Pym drank tea with Miss Dubber, Pym appeased her, Pym ate a piece of her shortbread and praised it to the skies although she told him it was burned. Pym promised to mend the sink plug for her and unblock the waste-pipe and take a look at the cistern on the first floor while he was about it. Pym was swift and over-attentive and the brightness she had shrewdly remarked on did not leave him. He lifted Toby on to his lap and stroked him, a thing he had never done before, and which gave Toby no discernible pleasure. He received the latest news of Miss Dubber’s ancient Aunt Al, when normally the mention of Aunt Al was enough to hurry him off to bed. He questioned her, as he always did, about the local goings-on since his last visit, and listened approvingly to the catalogue of Miss Dubber’s complaints. And quite often, as he nodded her through her answers, he either smiled to himself for no clear reason or became drowsy and yawned behind his hand. Till suddenly he put down his teacup and stood up as if he had another train to catch.

“I’ll be staying a decent length of time if it’s all right with you, Miss D. I’ve a bit of heavy writing to do.”

“That’s what you always say. You were going to live here for ever last time. Then it’s up first thing and back to Whitehall without your egg.”

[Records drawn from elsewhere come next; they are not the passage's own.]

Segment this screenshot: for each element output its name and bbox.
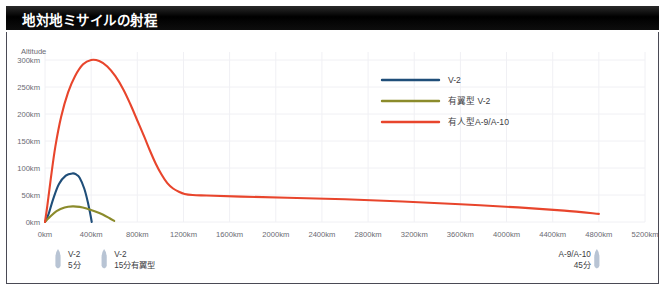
x-tick-label: 800km — [126, 230, 149, 239]
annotation-item: V-25分 — [55, 249, 80, 270]
y-axis-tick-labels: 0km50km100km150km200km250km300km — [17, 56, 40, 227]
y-tick-label: 50km — [21, 191, 40, 200]
series-line — [45, 206, 114, 222]
title-bar: 地対地ミサイルの射程 — [6, 6, 659, 30]
y-tick-label: 250km — [17, 83, 40, 92]
annotation-item: A-9/A-1045分 — [559, 249, 600, 270]
y-axis-title: Altitude — [21, 47, 46, 56]
x-tick-label: 3200km — [401, 230, 428, 239]
annotation-line1: A-9/A-10 — [559, 250, 592, 259]
annotation-line1: V-2 — [114, 250, 127, 259]
x-tick-label: 3600km — [447, 230, 474, 239]
x-tick-label: 4400km — [539, 230, 566, 239]
annotation-line1: V-2 — [68, 250, 81, 259]
x-tick-label: 2400km — [308, 230, 335, 239]
x-tick-label: 1200km — [170, 230, 197, 239]
legend-label: 有人型A-9/A-10 — [448, 116, 509, 127]
x-axis-tick-labels: 0km400km800km1200km1600km2000km2400km280… — [38, 230, 658, 239]
page-title: 地対地ミサイルの射程 — [22, 9, 157, 29]
annotation-item: V-215分有翼型 — [102, 249, 156, 270]
bottom-annotations: V-25分V-215分有翼型A-9/A-1045分 — [55, 249, 599, 270]
chart-legend: V-2有翼型 V-2有人型A-9/A-10 — [382, 75, 509, 127]
x-tick-label: 0km — [38, 230, 52, 239]
y-tick-label: 150km — [17, 137, 40, 146]
x-tick-label: 5200km — [631, 230, 658, 239]
annotation-line2: 45分 — [574, 261, 591, 270]
annotation-line2: 5分 — [68, 261, 81, 270]
legend-label: V-2 — [448, 75, 461, 85]
missile-range-chart: 0km50km100km150km200km250km300km 0km400k… — [7, 32, 658, 282]
y-tick-label: 200km — [17, 110, 40, 119]
x-tick-label: 1600km — [216, 230, 243, 239]
x-tick-label: 4000km — [493, 230, 520, 239]
gridlines — [45, 52, 645, 222]
annotation-line2: 15分有翼型 — [114, 260, 155, 270]
x-tick-label: 2000km — [262, 230, 289, 239]
x-tick-label: 4800km — [585, 230, 612, 239]
chart-plate: 0km50km100km150km200km250km300km 0km400k… — [6, 32, 659, 284]
y-tick-label: 0km — [26, 218, 40, 227]
x-tick-label: 2800km — [355, 230, 382, 239]
missile-icon — [594, 249, 599, 269]
x-tick-label: 400km — [80, 230, 103, 239]
figure-root: 地対地ミサイルの射程 0km50km100km150km200km250km30… — [0, 0, 665, 298]
missile-icon — [55, 249, 60, 269]
y-tick-label: 100km — [17, 164, 40, 173]
legend-label: 有翼型 V-2 — [448, 95, 491, 106]
y-tick-label: 300km — [17, 56, 40, 65]
missile-icon — [102, 249, 107, 269]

“Maybe as much as two weeks. I’ve taken some leave of absence so that I can work in peace.”

Miss Dubber pretended to be appalled. “But whatever will happen to the country? How shall Toby and I stay safe, with no Mr. Canterbury at the helm to steer us?”

“So what are Miss D’s plans?” he asked winningly, reaching for his briefcase, which by the effort he needed to lift it looked as heavy as a chunk of lead.